09 August 2012

Ernesto nearly a hurricane again, activity in the eastern Atlantic

Ernesto is slow to give up, and after spending over a week in the central Atlantic amidst dry air, then getting its top ripped off by vertical shear, then some more dry air in the eastern Caribbean, then making landfall on the Yucatan and spending 18 hours over land, now it's BARELY over the warm waters of the southern Bay of Campeche and is intensifying!  It left the Yucatan peninsula as a 45kt tropical storm, and as of 09Z today (5am EDT), it's back up to 60kts and on an upward trend... at least for a few more hours before it makes its second and final landfall near Coatzacoalco in southern Veracruz (look for the surface pressure trace here).


I have another radar loop available here --look for the one from Alvarado -- which is capturing its journey along the southern Bay of Campeche.  It has been raining hard in Mexico, Belize, and Guatemala with reports of the expected flash flooding and mudslides.  The image below shows the forecast rain over the next 24 hours... up to another 7" in the same areas that have already gotten several inches.
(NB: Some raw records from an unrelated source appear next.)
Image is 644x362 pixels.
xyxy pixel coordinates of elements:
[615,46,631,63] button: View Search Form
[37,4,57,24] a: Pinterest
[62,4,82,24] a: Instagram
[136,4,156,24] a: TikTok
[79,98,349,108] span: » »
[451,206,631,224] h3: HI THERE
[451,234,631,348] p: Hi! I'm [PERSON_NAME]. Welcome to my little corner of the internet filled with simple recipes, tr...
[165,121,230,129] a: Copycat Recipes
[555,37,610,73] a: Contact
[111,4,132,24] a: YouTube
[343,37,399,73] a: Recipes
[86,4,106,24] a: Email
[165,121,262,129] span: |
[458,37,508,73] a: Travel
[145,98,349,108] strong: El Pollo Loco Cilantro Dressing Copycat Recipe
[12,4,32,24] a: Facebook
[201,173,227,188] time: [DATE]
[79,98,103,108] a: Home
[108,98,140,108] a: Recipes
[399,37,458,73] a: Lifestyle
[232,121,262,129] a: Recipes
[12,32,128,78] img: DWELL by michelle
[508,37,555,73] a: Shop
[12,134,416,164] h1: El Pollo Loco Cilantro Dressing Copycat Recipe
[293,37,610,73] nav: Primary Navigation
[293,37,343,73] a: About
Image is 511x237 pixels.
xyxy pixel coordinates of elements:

Now moving on to the systems further east.  The easterly wave I've been mentioning since Monday continues to get better organized and is now located about 1400 miles east of the Lesser Antilles (near 15N 40W).
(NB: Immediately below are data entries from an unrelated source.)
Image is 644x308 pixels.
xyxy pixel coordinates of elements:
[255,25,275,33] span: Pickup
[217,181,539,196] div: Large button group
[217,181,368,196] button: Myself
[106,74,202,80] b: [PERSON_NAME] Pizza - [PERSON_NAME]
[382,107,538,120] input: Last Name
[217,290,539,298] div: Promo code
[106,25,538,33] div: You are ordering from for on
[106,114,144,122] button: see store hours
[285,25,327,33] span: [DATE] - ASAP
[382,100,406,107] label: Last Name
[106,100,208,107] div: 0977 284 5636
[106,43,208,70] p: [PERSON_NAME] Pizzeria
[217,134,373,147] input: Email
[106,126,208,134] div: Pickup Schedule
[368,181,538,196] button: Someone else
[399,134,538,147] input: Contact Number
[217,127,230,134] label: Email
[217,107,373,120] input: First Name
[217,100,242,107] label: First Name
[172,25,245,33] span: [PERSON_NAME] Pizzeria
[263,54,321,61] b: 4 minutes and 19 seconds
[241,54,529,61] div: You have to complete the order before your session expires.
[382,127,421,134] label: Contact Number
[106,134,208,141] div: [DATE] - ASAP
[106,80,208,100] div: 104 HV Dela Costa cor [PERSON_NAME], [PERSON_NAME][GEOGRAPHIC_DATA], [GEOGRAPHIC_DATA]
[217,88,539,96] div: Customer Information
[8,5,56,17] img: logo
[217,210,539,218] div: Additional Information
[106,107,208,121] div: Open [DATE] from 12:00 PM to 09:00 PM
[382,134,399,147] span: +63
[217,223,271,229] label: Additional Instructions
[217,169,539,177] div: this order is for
Models do now carry this through at least 5 days, and generally strengthen it as it heads W-WNW.  It should reach the Lesser Antilles in about 3 days, and after that, the concensus shows a track similar to Ernesto's.  If so, it would be near Jamaica by Tuesday.  But that is too far out to rely on... first it needs to become a Tropical Depression before we worry about where it's going!  It has some big hurdles in the next few days: it's tracking along the southern periphery of a strong SAL airmass, so very dry low-mid level air is a threat to it... and an upper-level low to its north will introduce some hefty vertical shear once it reaches about 50W.  In other words, this may become a TD or a TS, but isn't anything too threatening just yet.

The potent easterly wave that I briefly mentioned yesterday is still over Africa, but should be on its way out later today.  The embedded 1005mb Low is centered near 14N 13W.


Although it looks impressive now and has for the past week, most global models don't intensify it in the long term.  Perhaps it will get numbered/named within the next 3-4 days, but after that, most models lose it.  We'll see... it's not even over the ocean yet, and no regional models have been run on it.